The criticism this week is about Jeff Probst’s hair. The listener says: “Probst, cut your hair. Seriously, dude, you can get a haircut again. It isn’t quarantine. Act your age.”
Probst says, “They’re hitting me in places that I’m very vulnerable, like vanity and age.”
But he likes his long hair. “I’m happy to have hair, and I never take it for granted,” he says. “I kind of like it right now, because it takes me back to my high school rock ‘n’ roll days.”
Melissa
Wednesday 15th of March 2023
Did they not talk about contestants building challenge puzzles at home to practice on? This really chaps my hide.
ALan
Tuesday 14th of March 2023
I would think you'd be more generous about all the times Jeff Probst is admitting he messed up and got things wrong.
James Pats
Wednesday 15th of March 2023
@ALan, Of course he won’t. Dehnart is clearly miserable, and simply wants any excuse he can take to shit on Jeff Probst, a man he has an unhealthy obsession (read: hate boner) for. It’s simply just outrage-stoking faux journalism. The Tucker Carlson of Reality TV, if you will.
James Pats
Thursday 9th of March 2023
It’s amazing how Jeff still takes time out of his very busy schedule to sit down and do this podcast so we can get an inside look into the show and some very valuable information, and it continually amazes me how he continues to have such passion for what he does: despite ungrateful misers like you tearing him down at every opportunity.
Melissa
Wednesday 15th of March 2023
@Andy Dehnart, I deeply appreciate you listening so I don't have to. :)
AK
Monday 13th of March 2023
@Andy Dehnart, hahaha! We appreciate your service, Andy.
Andy Dehnart
Thursday 9th of March 2023
What about all the time I took out of my busy schedule to sit down and tear him down at every opportunity? No credit or thanks for that?!
Chuck S
Wednesday 8th of March 2023
One thing I would like to know, and maybe it's been answered already, is if Jeff is filled in on what's going on with the castaways that he doesn't see. i.e. If Player A and Player B are working to get Player C out, does Jeff know this when he holds tribal that night? Because information like that could color his questioning and possibly ruin some player's games.
Andy Dehnart
Wednesday 8th of March 2023
You should send this in to the podcast! But yes, he is absolutely briefed on what's going on. The level of detail is unclear, but he has the basic idea.
Scott Hardie
Friday 3rd of March 2023
"I take the note, and if I could edit myself, I would. I'll try." Jeff, you are the showrunner! Nothing makes it to air that you don't approve. You can shout all you want at challenges and then instruct the editors to tone it down in the finished episodes. Come on.

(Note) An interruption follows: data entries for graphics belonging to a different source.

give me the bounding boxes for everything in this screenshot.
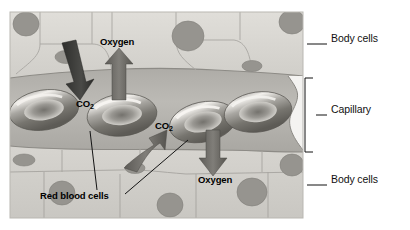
cropped-caption-remnant — [0, 0, 410, 9]
annotation-red-blood-cells: Red blood cells — [40, 190, 109, 201]
gas-exchange-figure: Body cells Capillary Body cells Oxygen C… — [0, 0, 410, 230]
annotation-co2-in-2: CO2 — [155, 120, 173, 132]
annotation-oxygen-out: Oxygen — [100, 36, 134, 47]
panel-content — [6, 10, 305, 218]
co2-text: CO — [155, 120, 169, 131]
annotation-co2-in: CO2 — [76, 98, 94, 110]
co2-subscript: 2 — [90, 103, 94, 110]
callout-label-body-cells-bottom: Body cells — [331, 173, 378, 185]
annotation-oxygen-down: Oxygen — [198, 174, 232, 185]
callout-label-body-cells-top: Body cells — [331, 32, 378, 44]
co2-text: CO — [76, 98, 90, 109]
co2-subscript: 2 — [169, 125, 173, 132]
capillary-bracket — [305, 78, 313, 152]
callout-label-capillary: Capillary — [331, 103, 371, 115]
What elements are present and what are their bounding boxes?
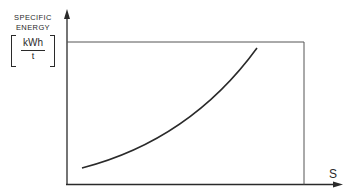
y-axis-label-line1: SPECIFIC: [3, 13, 63, 22]
unit-numerator: kWh: [11, 37, 55, 48]
unit-denominator: t: [11, 51, 55, 61]
y-axis-unit: kWh t: [11, 35, 55, 67]
specific-energy-diagram: SPECIFIC ENERGY kWh t S: [0, 0, 355, 195]
x-axis-label: S: [329, 167, 337, 181]
x-axis-arrow-icon: [333, 182, 343, 188]
y-axis-arrow-icon: [64, 9, 70, 19]
specific-energy-curve: [82, 48, 257, 168]
y-axis-label-line2: ENERGY: [3, 23, 63, 32]
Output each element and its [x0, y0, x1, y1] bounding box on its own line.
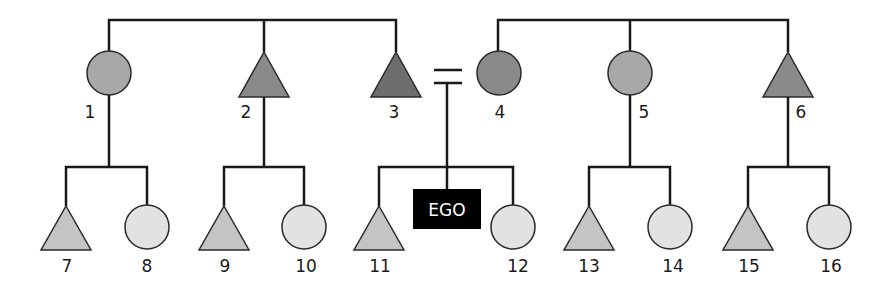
male-triangle-icon — [199, 206, 249, 250]
female-circle-icon — [125, 205, 169, 249]
person-16: 16 — [807, 205, 851, 276]
male-triangle-icon — [723, 206, 773, 250]
person-11: 11 — [354, 206, 404, 276]
person-label: 2 — [241, 102, 252, 122]
male-triangle-icon — [354, 206, 404, 250]
female-circle-icon — [87, 51, 131, 95]
person-label: 6 — [796, 102, 807, 122]
female-circle-icon — [477, 51, 521, 95]
female-circle-icon — [282, 205, 326, 249]
person-13: 13 — [564, 206, 614, 276]
sibling-bar-1 — [66, 167, 147, 206]
female-circle-icon — [491, 205, 535, 249]
sibling-bar-6 — [748, 167, 829, 206]
male-triangle-icon — [41, 206, 91, 250]
maternal-sibling-connector — [498, 20, 788, 52]
person-label: 14 — [662, 256, 684, 276]
person-label: 8 — [142, 256, 153, 276]
person-8: 8 — [125, 205, 169, 276]
female-circle-icon — [608, 51, 652, 95]
male-triangle-icon — [239, 52, 289, 97]
ego-box: EGO — [413, 189, 481, 229]
person-label: 1 — [85, 102, 96, 122]
person-14: 14 — [648, 205, 692, 276]
person-label: 16 — [820, 256, 842, 276]
male-triangle-icon — [371, 52, 421, 97]
sibling-bar-5 — [589, 167, 670, 206]
person-label: 7 — [62, 256, 73, 276]
person-15: 15 — [723, 206, 773, 276]
person-9: 9 — [199, 206, 249, 276]
male-triangle-icon — [564, 206, 614, 250]
person-label: 9 — [220, 256, 231, 276]
person-3: 3 — [371, 52, 421, 122]
ego-label: EGO — [428, 200, 465, 220]
sibling-bar-2 — [224, 167, 304, 206]
person-label: 5 — [639, 102, 650, 122]
person-10: 10 — [282, 205, 326, 276]
male-triangle-icon — [763, 52, 813, 97]
paternal-sibling-connector — [109, 20, 396, 52]
person-label: 10 — [295, 256, 317, 276]
kinship-diagram: 1 2 3 4 5 6 7 8 — [0, 0, 891, 285]
marriage-symbol — [434, 70, 462, 167]
person-label: 4 — [495, 102, 506, 122]
person-7: 7 — [41, 206, 91, 276]
person-label: 11 — [369, 256, 391, 276]
female-circle-icon — [807, 205, 851, 249]
person-4: 4 — [477, 51, 521, 122]
person-label: 3 — [389, 102, 400, 122]
person-label: 15 — [738, 256, 760, 276]
person-12: 12 — [491, 205, 535, 276]
person-label: 13 — [578, 256, 600, 276]
female-circle-icon — [648, 205, 692, 249]
person-label: 12 — [507, 256, 529, 276]
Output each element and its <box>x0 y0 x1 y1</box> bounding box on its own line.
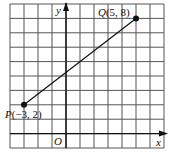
axes <box>10 2 168 148</box>
coordinate-plane: x y O P(−3, 2) Q(5, 8) <box>0 0 170 159</box>
y-axis-label: y <box>55 4 61 16</box>
origin-label: O <box>54 135 62 147</box>
x-axis-label: x <box>155 136 161 148</box>
point-q-label: Q(5, 8) <box>98 6 130 19</box>
point-q-marker <box>133 15 139 21</box>
point-p-label: P(−3, 2) <box>4 108 42 121</box>
grid-lines <box>10 4 164 148</box>
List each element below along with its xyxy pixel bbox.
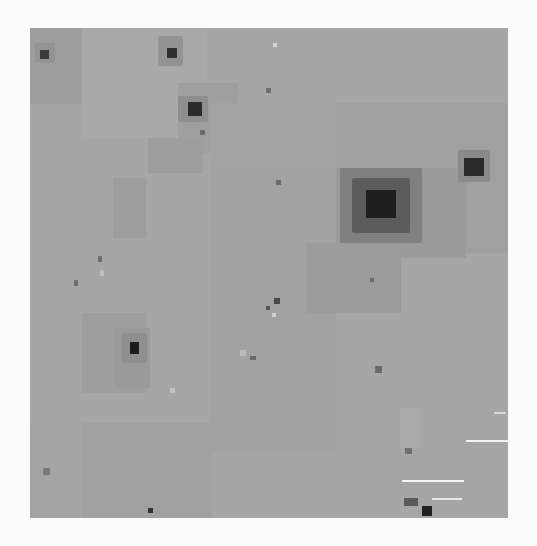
dot-5 xyxy=(200,130,205,135)
white-streak xyxy=(432,498,462,500)
dot-12 xyxy=(266,88,271,93)
dot-7 xyxy=(74,280,78,286)
bright-pixel xyxy=(272,313,276,317)
white-streak xyxy=(494,412,506,414)
dot-10 xyxy=(375,366,382,373)
background-patch xyxy=(210,103,336,173)
white-streak xyxy=(402,480,464,482)
star-top-left xyxy=(40,50,49,59)
star-right xyxy=(464,158,484,176)
star-left-mid xyxy=(130,342,139,354)
bright-pixel xyxy=(273,43,277,47)
dot-2 xyxy=(274,298,280,304)
astronomical-image xyxy=(30,28,508,518)
bright-pixel xyxy=(100,270,104,276)
dot-3 xyxy=(266,306,270,310)
background-patch xyxy=(148,138,203,173)
dot-4 xyxy=(370,278,374,282)
background-patch xyxy=(30,423,82,518)
white-streak xyxy=(466,440,508,442)
background-patch xyxy=(30,28,82,104)
bright-star xyxy=(366,190,396,218)
dot-6 xyxy=(98,256,102,262)
background-patch xyxy=(306,243,401,313)
background-patch xyxy=(400,408,420,448)
dot-9 xyxy=(148,508,153,513)
background-patch xyxy=(82,423,212,518)
dot-1 xyxy=(276,180,281,185)
dot-11 xyxy=(405,448,412,454)
star-top xyxy=(167,48,177,58)
bright-pixel xyxy=(170,388,175,393)
star-bottom-right xyxy=(422,506,432,516)
dot-8 xyxy=(43,468,50,475)
dot-13 xyxy=(250,356,256,360)
bright-pixel xyxy=(240,350,246,356)
star-upper-mid xyxy=(188,102,202,116)
dot-14 xyxy=(404,498,418,506)
background-patch xyxy=(113,178,146,238)
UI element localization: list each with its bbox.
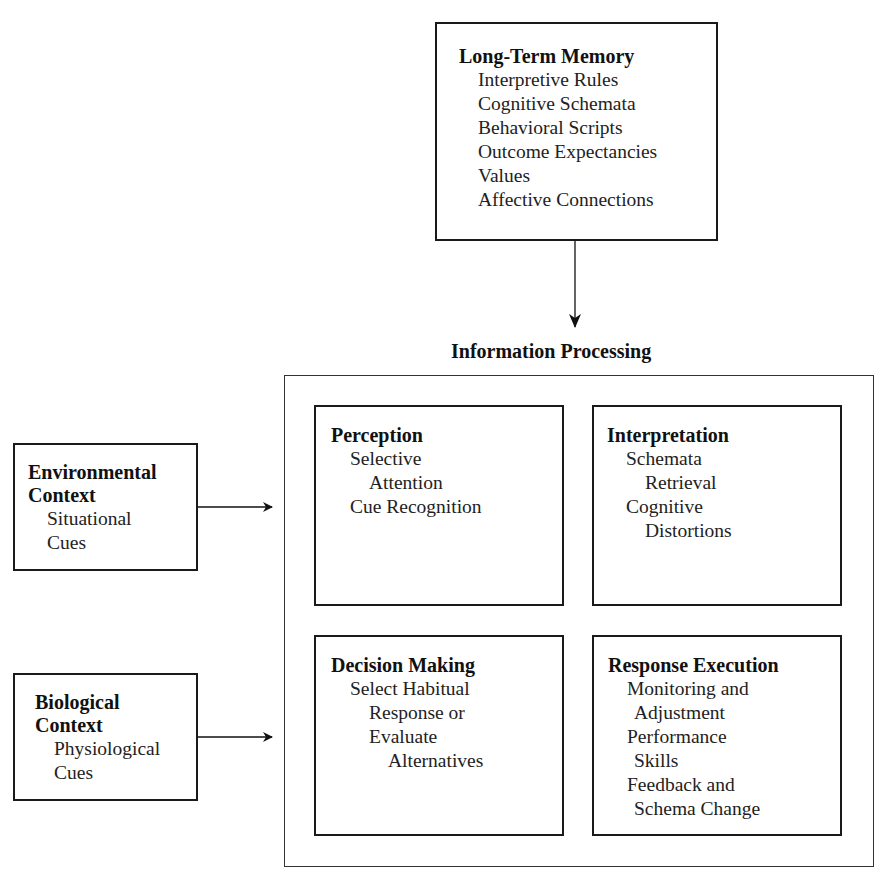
response-execution-line: Skills [608, 749, 779, 773]
perception-title: Perception [331, 424, 482, 447]
ltm-item: Affective Connections [459, 188, 657, 212]
response-execution-line: Schema Change [608, 797, 779, 821]
long-term-memory-box: Long-Term Memory Interpretive Rules Cogn… [435, 22, 718, 241]
environmental-context-box: Environmental Context Situational Cues [13, 443, 198, 571]
decision-making-line: Select Habitual [331, 677, 483, 701]
long-term-memory-title: Long-Term Memory [459, 45, 657, 68]
interpretation-line: Cognitive [607, 495, 732, 519]
ltm-item: Behavioral Scripts [459, 116, 657, 140]
interpretation-line: Schemata [607, 447, 732, 471]
response-execution-line: Monitoring and [608, 677, 779, 701]
ltm-item: Values [459, 164, 657, 188]
biological-context-title: Context [35, 714, 160, 737]
perception-line: Cue Recognition [331, 495, 482, 519]
response-execution-line: Adjustment [608, 701, 779, 725]
biological-context-line: Physiological [35, 737, 160, 761]
environmental-context-line: Situational [28, 507, 157, 531]
decision-making-title: Decision Making [331, 654, 483, 677]
ltm-item: Cognitive Schemata [459, 92, 657, 116]
interpretation-line: Retrieval [607, 471, 732, 495]
decision-making-box: Decision Making Select Habitual Response… [314, 635, 564, 836]
perception-line: Attention [331, 471, 482, 495]
decision-making-line: Response or [331, 701, 483, 725]
environmental-context-line: Cues [28, 531, 157, 555]
biological-context-title: Biological [35, 691, 160, 714]
decision-making-line: Evaluate [331, 725, 483, 749]
environmental-context-title: Context [28, 484, 157, 507]
response-execution-title: Response Execution [608, 654, 779, 677]
interpretation-line: Distortions [607, 519, 732, 543]
environmental-context-title: Environmental [28, 461, 157, 484]
interpretation-title: Interpretation [607, 424, 732, 447]
ltm-item: Interpretive Rules [459, 68, 657, 92]
response-execution-box: Response Execution Monitoring and Adjust… [592, 635, 842, 836]
decision-making-line: Alternatives [331, 749, 483, 773]
response-execution-line: Performance [608, 725, 779, 749]
ltm-item: Outcome Expectancies [459, 140, 657, 164]
response-execution-line: Feedback and [608, 773, 779, 797]
information-processing-title: Information Processing [451, 340, 651, 363]
perception-box: Perception Selective Attention Cue Recog… [314, 405, 564, 606]
interpretation-box: Interpretation Schemata Retrieval Cognit… [592, 405, 842, 606]
biological-context-box: Biological Context Physiological Cues [13, 673, 198, 801]
biological-context-line: Cues [35, 761, 160, 785]
perception-line: Selective [331, 447, 482, 471]
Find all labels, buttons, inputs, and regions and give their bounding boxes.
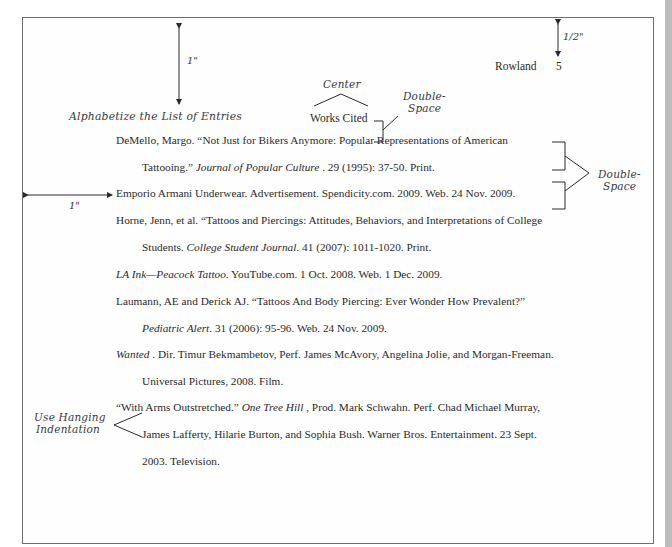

"How do you trap somebody into getting where you want them? ... That might lead to an idea where we have a note, and the note says this, and if you can do that, then you get this prize." And so Survivor continues its dispiriting transition, from a competition between players into a competition against the game itself. How many more seasons do you think we'll get with actual voting, until that's eliminated in favor of players just finding and obeying random notes in the woods to stay in the game?
Darrel
Saturday 4th of March 2023
@Scott Hardie, Next season, the tiebreaker gets replaced with Jeff voting to break the tie.